My sole me time has been my late-evening walks back to my friend’s place in Colaba from Ballard Estate. But walking is a very contested activity for me whenever I’m in this city. Especially in South Bombay. I look at a random wall and a memory flashes back at me, gripping me with its gnawing teeth. I try to evade it, try not to look, focus on the road ahead, on finding something resembling a footpath, then I see a railing, or a shop sign and once more I’m flooded by ghosts from the past. It’s been happening with such frequency, I can no longer tell whether it was self-impelled, or if this difficult nostalgia is the consequence of my recent reading of Suketu Mehta’s novella, What is Remembered, that I was lucky enough to receive as a ‘gift’ from a new app-based publishing company.

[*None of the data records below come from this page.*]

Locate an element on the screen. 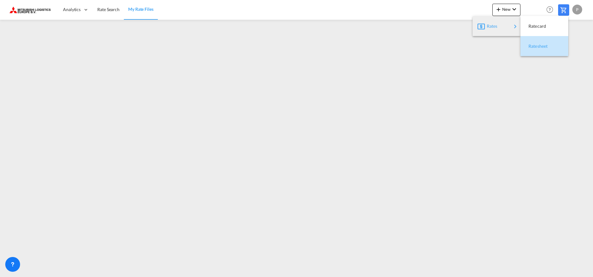  md-icon: icon-chevron-right is located at coordinates (515, 27). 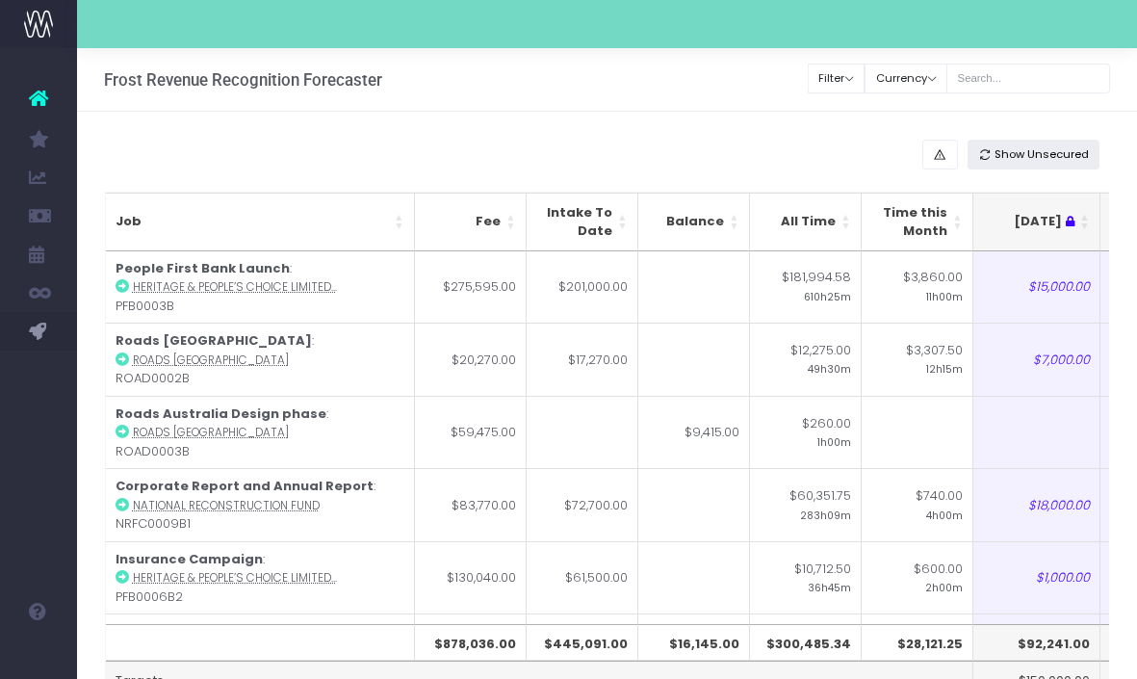 What do you see at coordinates (260, 578) in the screenshot?
I see `td: : PFB0006B2` at bounding box center [260, 578].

Mehta’s protagonist, Mahesh, struggles with trying to remember his mother’s name, a crisis that takes him to New York’s Jackson Heights in what turns out to be a comically surreal evening, with everything from chikki to a remote control serving as triggers of memory, with one monumental encounter with the Expert Liar who warns him about the dangers of remembering too much without necessarily filtering these memories. Mehta’s received a fair amount of flak for the story, with critics calling it post-dated immigrant fiction, but I’m not ashamed to admit how much I enjoyed reading the novella. Perhaps because I was reading it in Bombay as I was biting into an intriguingly concocted modak dosa at Thambi, one of the best udipi restaurants in Kurla. I realized, it wasn’t really just a story about an immigrant experience, it was about all the notions of home we carry with us that are suspended in air, that we can only gain entry into through the sensory world; the fifth dimension.

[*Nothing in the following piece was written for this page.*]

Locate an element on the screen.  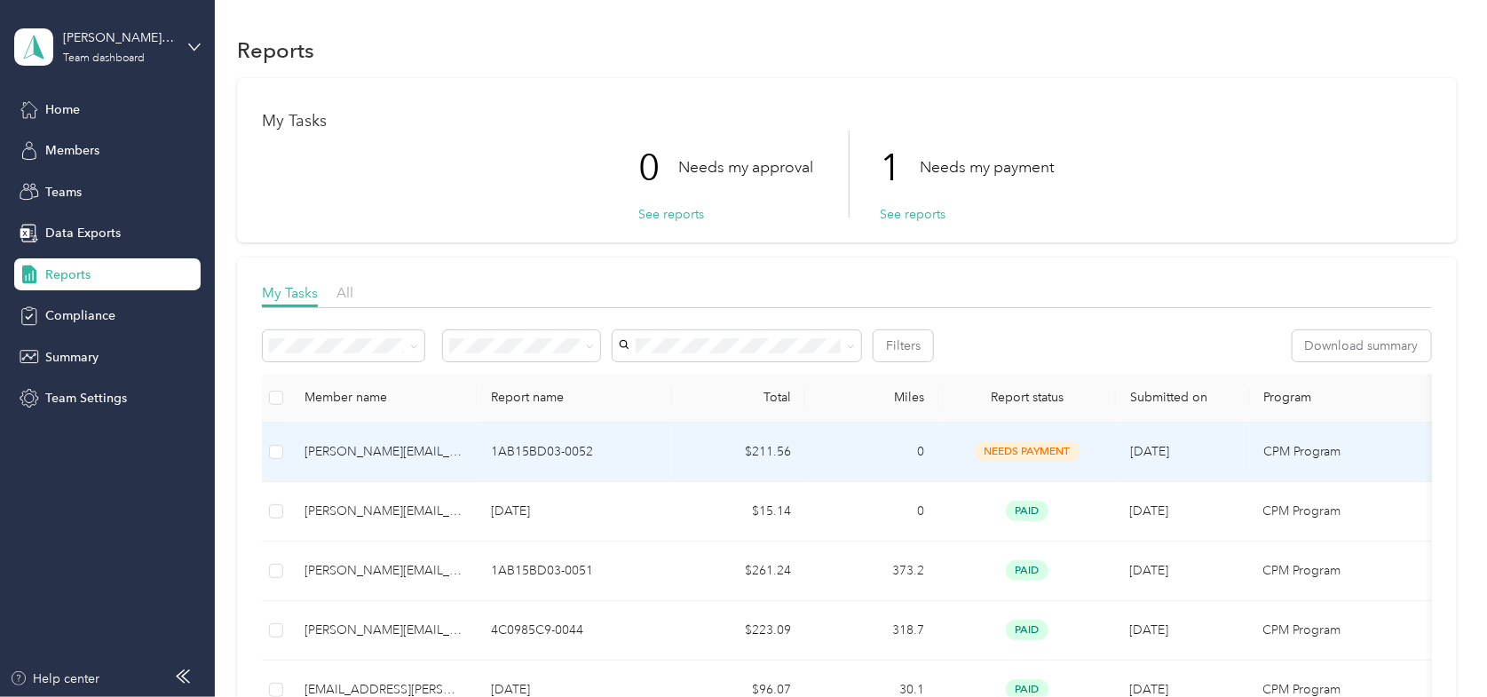
td: 318.7 is located at coordinates (872, 630).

It seems like such an inconsequential activity, this digging up of roots, this confronting of past selves at random red lights or on the 12th step of the Town Hall, or seated at the centre table at Mondegar, or kneeling on a church pew; to see all these lived versions of myself as if they were now somehow separate from me, in an out-of-body kind of way, and to feel the hotness of either shame or desire or derision towards a specific one, or sometimes towards the collective. Inconsequential when the world is experiencing one of the most traumatic refugee crises in the last few decades. To have even a marginal sense of home or to have mobility between two homes is a luxury that we take for granted. My angst is inexcusable.
This morning in the shower, I thought of a poetic variation to the Descartian dictum, “I think therefore I am.” “I am because I was meant to be,” is what I found myself uttering, after I’d run through other permutations, the original being, “I am even though I wasn’t meant to be,” a reference to my mother having me in her early forties, despite being a high-risk pregnancy. To say I was meant to be is to believe my existence was somehow preordained. Maybe it was. But by whom? The universe?
Even the rain brings with it recollections of past monsoons; forcing me to consider whether I have become a prisoner of my memories, both the ones that have calcified and the ones that are vanishing. All of which makes walking in Mumbai akin to skirting around a minefield, wondering when I might be absolved of this weight, wondering when all these disparate selves might merge into a singular soul.
Until then, I realize I must go with the flow, wait for pauses to collect, then cross the road, skirt through tenuous footpaths and over familiar scents. I figure if I stalk my shed lives, they can’t then stalk me.